Peng, Xinwei
Benchmarking Chinese Medical LLMs: A Medbench-based Analysis of Performance Gaps and Hierarchical Optimization Strategies
Jiang, Luyi, Chen, Jiayuan, Lu, Lu, Peng, Xinwei, Liu, Lihao, He, Junjun, Xu, Jie
In recent years, large language models (LLMs), empowered by massive text corpora and deep learning techniques, have demonstrated breakthrough advancements in cross-domain knowledge transfer and human-machine dialogue interactions [1]. Within the healthcare domain, LLMs are increasingly deployed across nine core application scenarios, including intelligent diagnosis, personalized treatment, and drug discovery, garnering significant attention from both academia and industry [2, 3]. A particularly important area of focus is the development and evaluation of Chinese medical LLMs, which face unique challenges due to the specialized nature of medical knowledge and the high-stakes implications of clinical decision-making. Hence, ensuring the reliability and safety of these models has become critical, necessitating rigorous evaluation frameworks [4]. Current research on medical LLMs evaluation exhibits two predominant trends. On one hand, general-domain benchmarks (e.g., HELM [5], MMLU [6]) assess foundational model capabilities through medical knowledge tests. On the other hand, specialized medical evaluation systems (e.g., MedQA [7], C-Eval-Medical [8]) emphasize clinical reasoning and ethical compliance. Notably, the MedBench framework [9], jointly developed by institutions including Shanghai AI Laboratory, has emerged as the most influential benchmark for Chinese medical LLMs. By establishing a standardized evaluation system spanning five dimensions--medical language comprehension, complex reasoning, and safety ethics--it has attracted participation from hundreds of research teams.
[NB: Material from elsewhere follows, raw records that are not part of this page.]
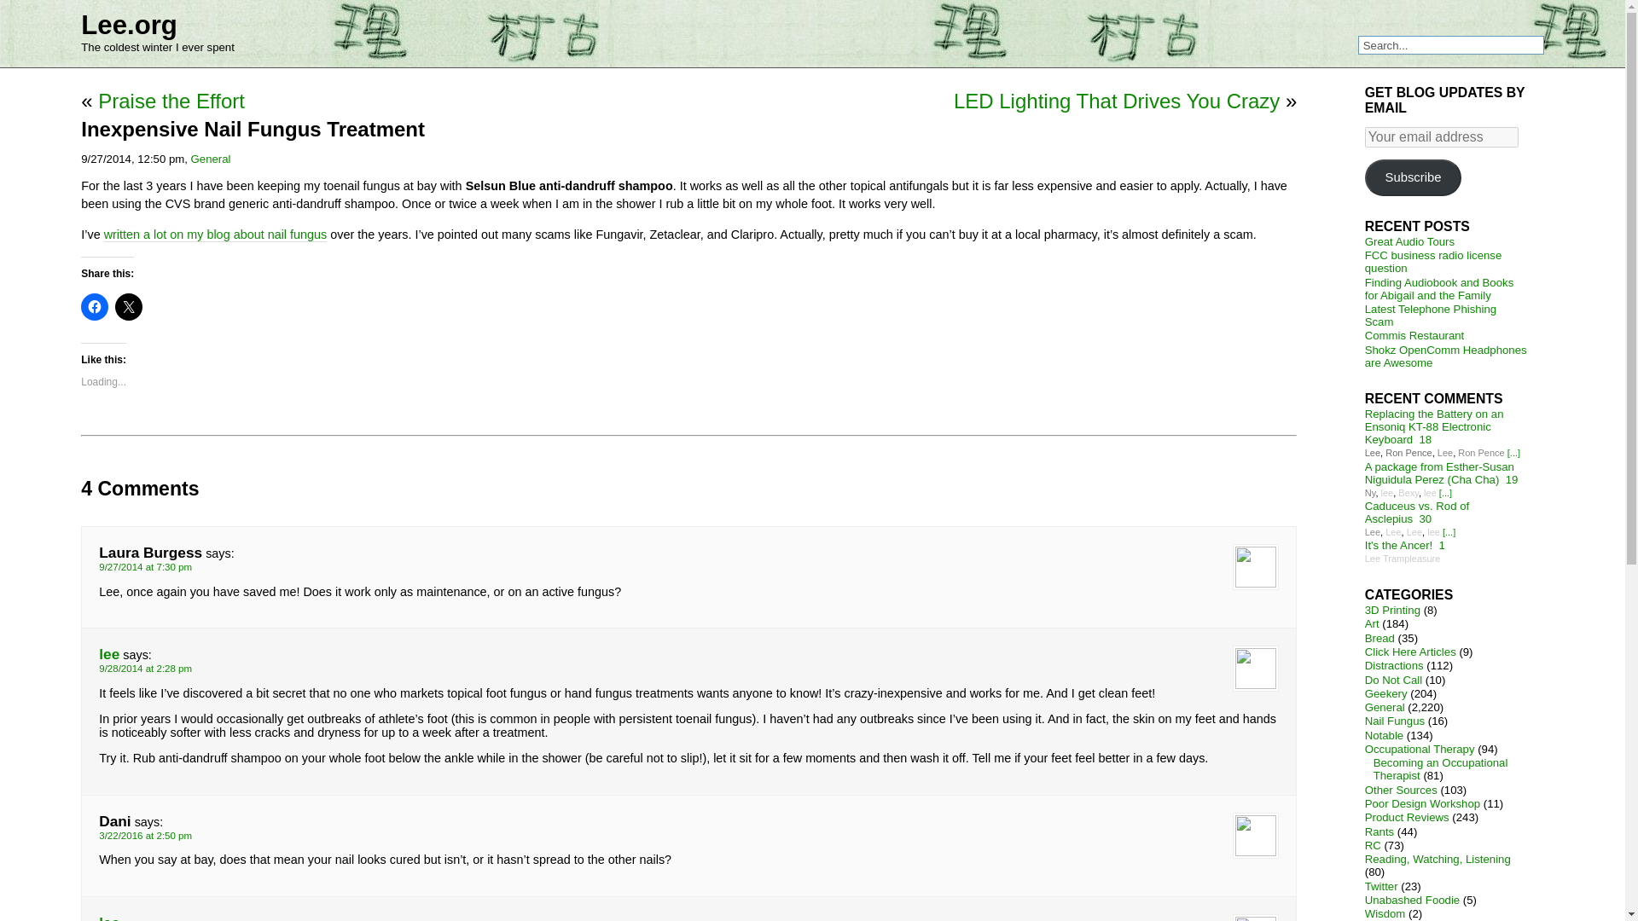  Describe the element at coordinates (216, 235) in the screenshot. I see `written a lot on my blog about nail fungus` at that location.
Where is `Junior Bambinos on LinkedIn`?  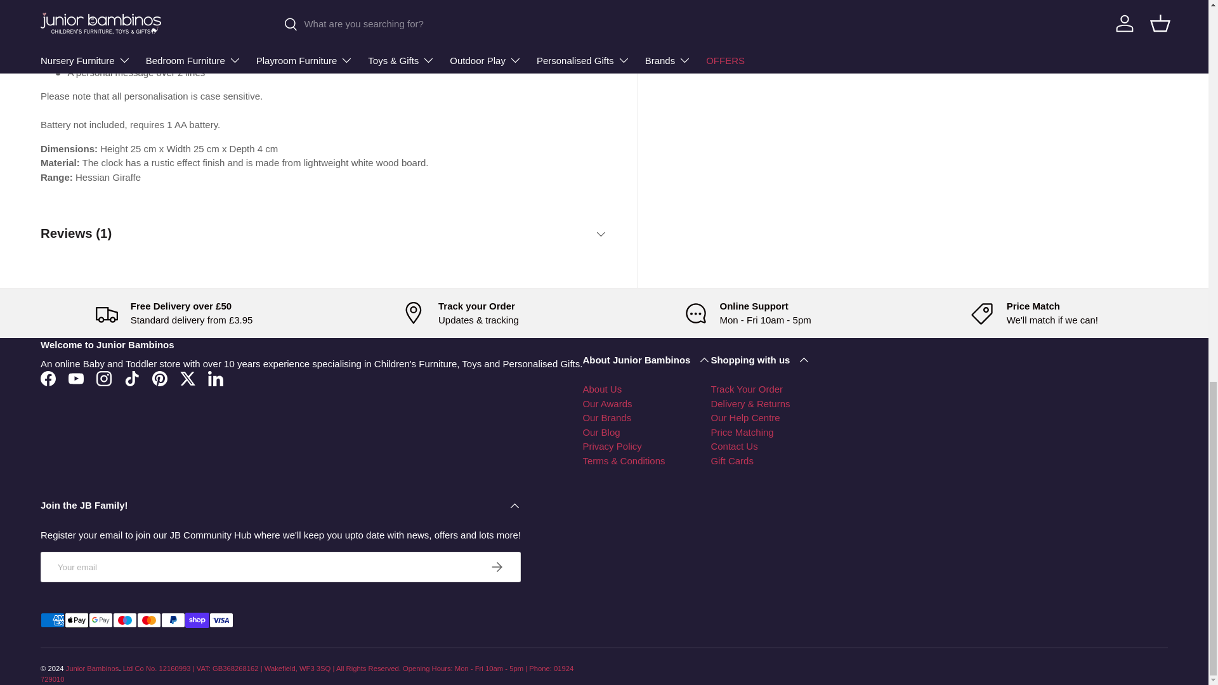
Junior Bambinos on LinkedIn is located at coordinates (216, 378).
MedGPTEval: A Dataset and Benchmark to Evaluate Responses of Large Language Models in Medicine
Xu, Jie, Lu, Lu, Yang, Sen, Liang, Bilin, Peng, Xinwei, Pang, Jiali, Ding, Jinru, Shi, Xiaoming, Yang, Lingrui, Song, Huan, Li, Kang, Sun, Xin, Zhang, Shaoting
METHODS: First, a set of evaluation criteria is designed based on a comprehensive literature review. Second, existing candidate criteria are optimized for using a Delphi method by five experts in medicine and engineering. Third, three clinical experts design a set of medical datasets to interact with LLMs. Finally, benchmarking experiments are conducted on the datasets. The responses generated by chatbots based on LLMs are recorded for blind evaluations by five licensed medical experts. RESULTS: The obtained evaluation criteria cover medical professional capabilities, social comprehensive capabilities, contextual capabilities, and computational robustness, with sixteen detailed indicators. The medical datasets include twenty-seven medical dialogues and seven case reports in Chinese. Three chatbots are evaluated, ChatGPT by OpenAI, ERNIE Bot by Baidu Inc., and Doctor PuJiang (Dr. PJ) by Shanghai Artificial Intelligence Laboratory. Experimental results show that Dr. PJ outperforms ChatGPT and ERNIE Bot in both multiple-turn medical dialogue and case report scenarios.